Test Early and Often: Two Ways to Evaluate Your Product Faster
Test early and test often.
That’s the mantra that notable product-focused books tell readers to internalize. While the concept sounds great on paper (or an ebook screen) putting it into practice can often be a challenge particularly as we look to minimize inefficiencies moving through a project lifecycle of ideation to development and launch.
Solving the challenge of meshing ideation, design, and development into a well-oiled machine starts with having a cross-disciplinary team participate in a design sprint. A design sprint is the Swiss Army knife of product development. It’s a flexible tool that can help you not only ideate but validate solutions for your product in as quickly as five days. The beauty of a design sprint lies in its ability to incorporate user testing and feedback and walk away with a data-backed solution for your user’s biggest problems so you know you are on the right track before development begins. As an added bonus, having your design and development team members involved in the design sprint also allows you to have a greater understanding of the feasibility of the solution, and provides perspectives on more efficient ways to build the solution for maximum results once you move into development.
At the end of your design sprint, you have a user-validated prototype but now it’s time to bring the idea to reality. At this phase of your product’s lifecycle the need for validation doesn’t stop. Welcome evaluative research to the stage. This form of research ensures the product team is not only building the right product but that your solutions are user-friendly and even enjoyable for your users to interact with.
By including qualitative and quantitative research as checkpoints throughout your product roadmap your team can validate their design and development work as it is completed, and pivot as needed.
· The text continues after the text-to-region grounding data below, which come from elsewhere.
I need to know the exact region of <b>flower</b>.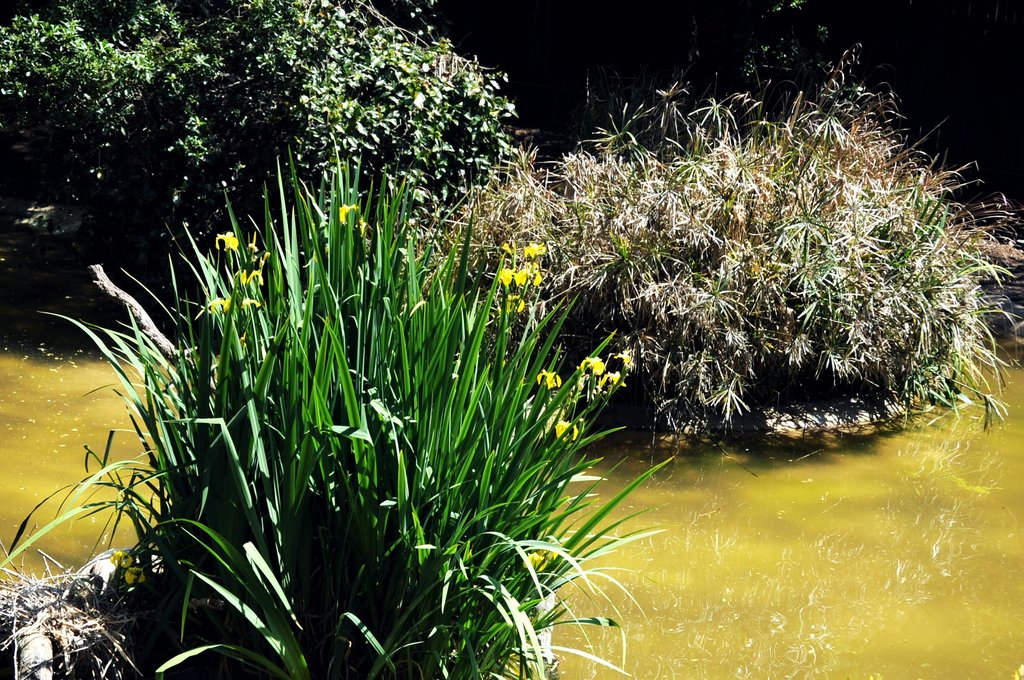
Region: <region>506, 292, 525, 313</region>.
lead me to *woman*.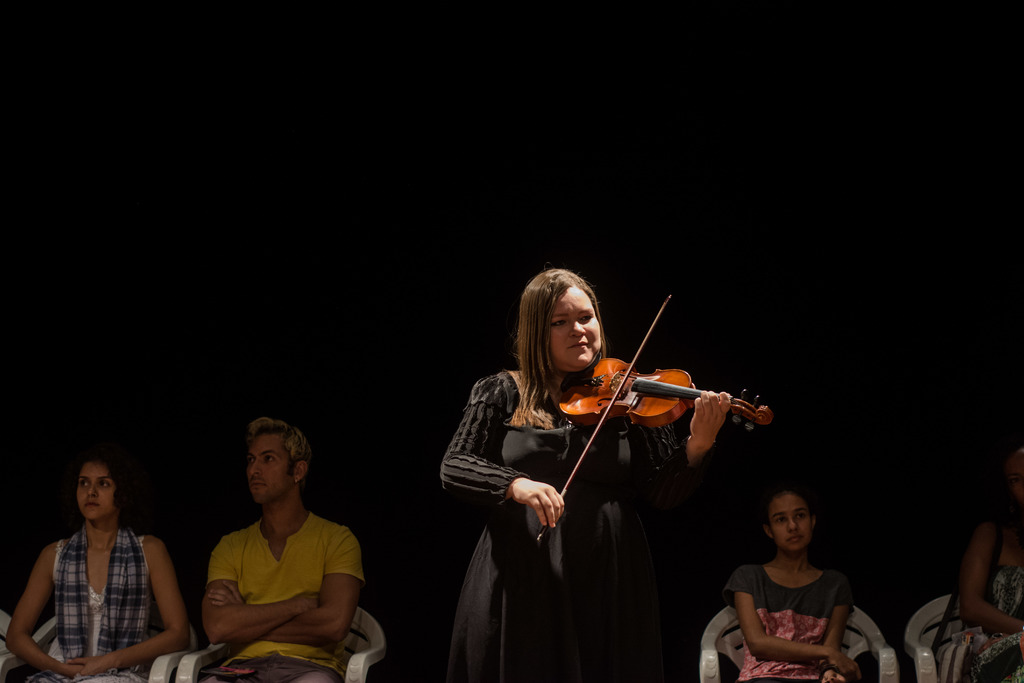
Lead to [3,452,190,682].
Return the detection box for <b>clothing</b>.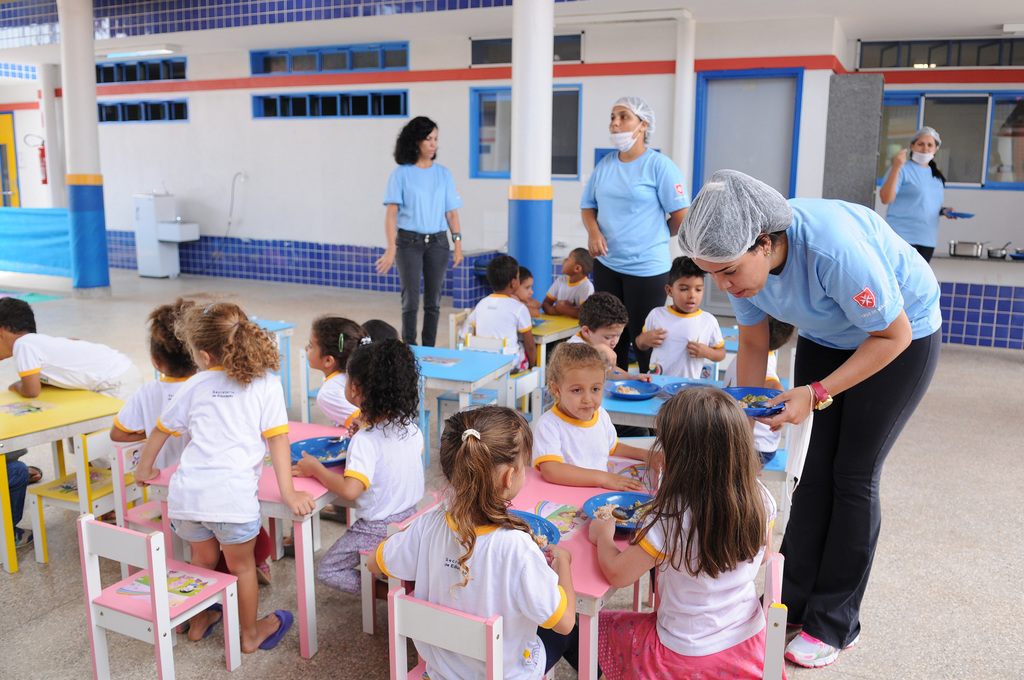
x1=148, y1=355, x2=294, y2=550.
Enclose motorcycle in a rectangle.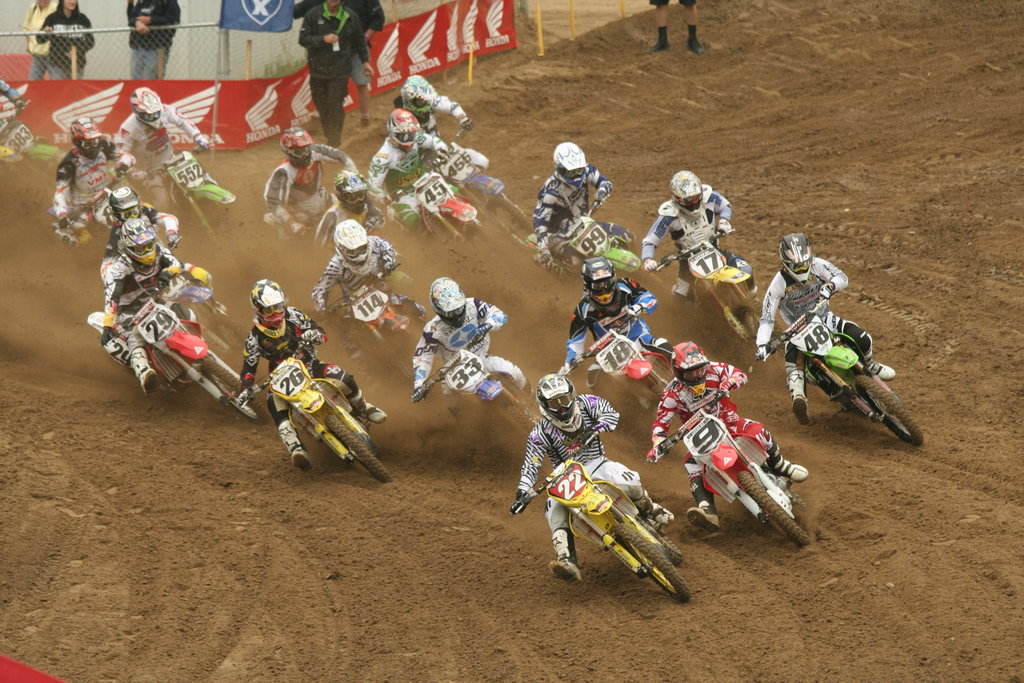
box=[237, 344, 394, 477].
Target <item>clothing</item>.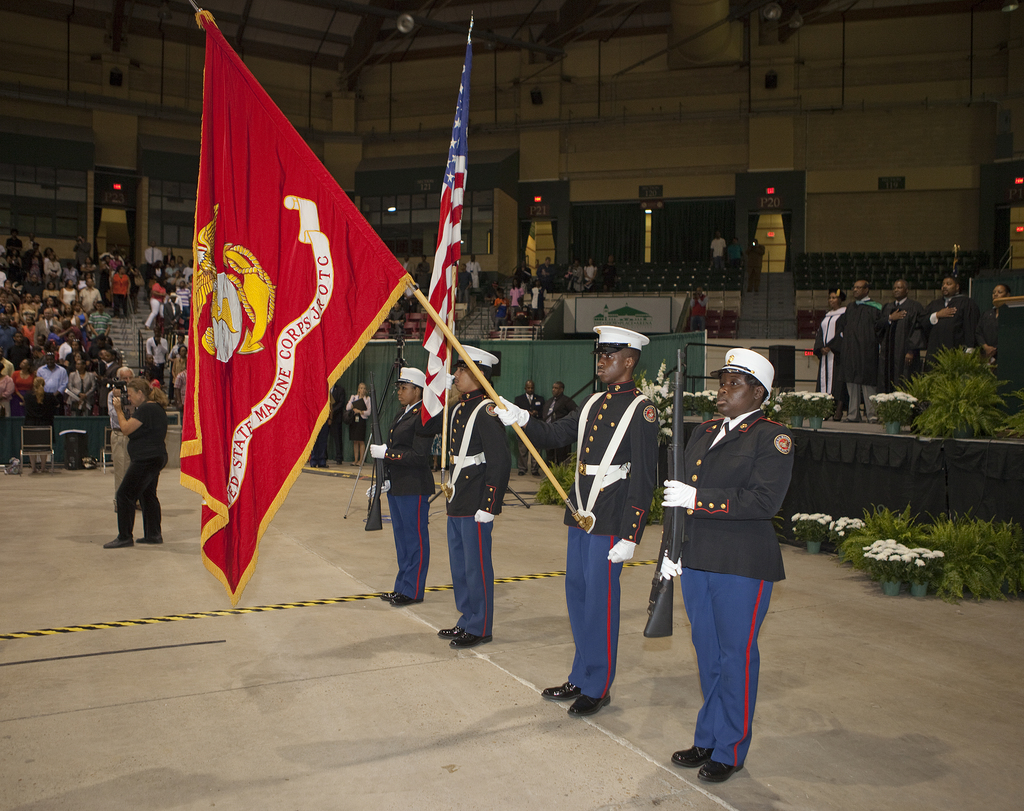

The research learnings can also reshape your product roadmap and feature requirements to drive you towards an ideal end state that your users will love. Research in this phase provides the data-backed insights you need to build confidence in your product decisions by minimizing the level of risk associated with each one. But wait, there’s more! Research late in the product lifecycle can even show the area(s) to focus your next design sprint or round of research on as it illuminates areas of friction your users experience that need new solutions.
While both design sprints and evaluative research have their ideal research methodologies, they both share the need for a well-seasoned researcher to navigate the matrix of possible methods to ensure you are able to answer the right questions to drive your product forward. These methods can include:
- In-depth Interviews (IDIs)- A researcher meets with participants one-on-one to discuss in depth what the participant thinks about the topic in question. This can include generative questions to better understand the participant’s needs or evaluative questions to validate solutions and assumptions.
- Usability testing- Participants in this form of testing are asked to complete a set of tasks within a product to make note of any areas where the user’s experience is not as smooth as desired. This can be done remotely through video conferencing software, like Zoom, an online testing platform, or in person in a laboratory setting.
- Pricing analysis- By leveraging frameworks like the Van Westendorp pricing model we can position the pricing of your product with maximum effect, ensuring that your customers deem the value of your product as equal to its pricing.
- Diary Studies The participant interacts with a developed product over an extended period of time and reports back to the researcher on their experience at set intervals throughout the test period. This method allows your team to identify insights, changes in user needs, and areas of opportunity that may exist with extended use of the product.
Regardless of the exact methods used, or even when they are used, they all serve to reduce risk in your product solutions by grounding decisions in user-centered research throughout the product lifecycle. Testing early and often will help ensure you stay on track with the user’s needs and desires before, during, and after you get to launch.